Amazon AWS, Azure, Editorials

Vendor Lock-In Challenges

I have to admit, I approached the whole question yesterday quite differently that everyone else.  I was worried more about new standards, development trajectories, compatibility and so-on.  When I wrote about the vendor-specific database flavors… I missed what could certainly be the larger issue.

John Shadows wrote:
100% cloud also means you have to play by the cloud rules all the time. 

and ahazelwood wrote:
The biggest drawback is the 100% tie to the cloud. 

Which got me thinking.  One of the bigger gotchas in the cloud is vendor lock-in IMHO.  Vendor lock-in is what makes it really difficult to move between cloud providers.  Sure, DNS is DNS.  But the WAY one is set up and that you’re used to and the little things that are offered with it to make life easier – those can be challenging to recreate and re-learn.  The same is true for the database implementations.  It may still be SQL Server, but the implementation and the hoops you move through to deploy mean a good deal of lessons learned would be set aside and restarted if you move to a new platform.

Throw in there a new, vendor-specific database and the things could get even muddier.

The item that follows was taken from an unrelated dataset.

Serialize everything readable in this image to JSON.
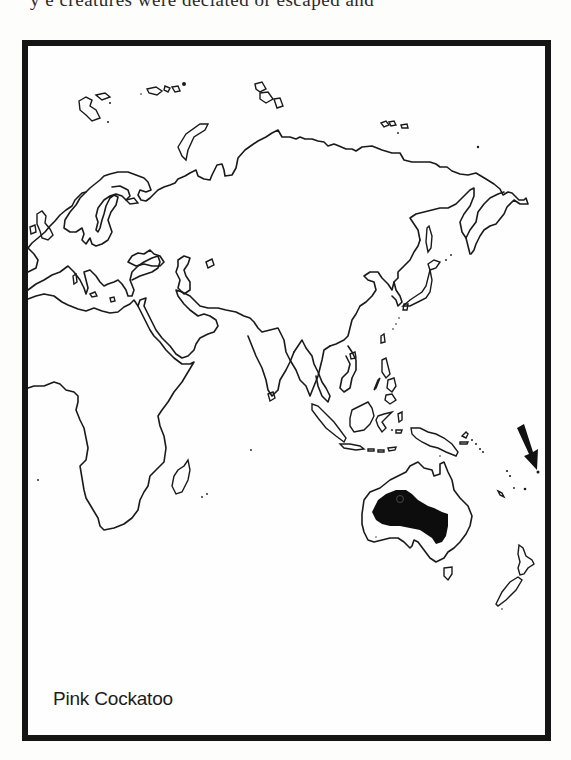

Part of me is all “throw caution to the wind – damn the torpedoes, full speed ahead!” when you pick a vendor, just go for it, use their tools, their environment, their systems.   But that lock-in is a very real thing.  We do some very cool stuff on Amazon that makes our lives much easier.  Automation pieces, transcoding, some funky database stuff.  Those are all things that tighten the bolts that hold us in at Amazon.  We’ve been considering a move to Azure and find that it’s very difficult to do wholesale, but possible in pieces.  That fact gives us pause in the process.

That’s not a fault of Azure.  It’s a fact of life.  The same is true if we wanted to move to on-premises servers, or a mix of on- and off-premise solutions.

There are great things to be had in the automation and management and control you get with the Azure dashboard and very deep functionality in the platform on the whole, with the tools on AWS, etc.  But vendor lock-in has to be a thing, it has to be a consideration with every single choice you make to deploy a new function or capability.

It doesn’t matter if it’s an AI-powered chat solution (they all have them, they’re all different and have different nuances) or a standards database or a proprietary database.

I have to admit we’ve shy’d away from some solution ideas because they were just TOO new and evolving and vendor-specific.  We did this in hopes that some standards would evolve and that it would make more sense and be a bit of a more mature offering if more players were involved and pushing and shoving to get things really solid.

We’ll have to wait to see how that goes.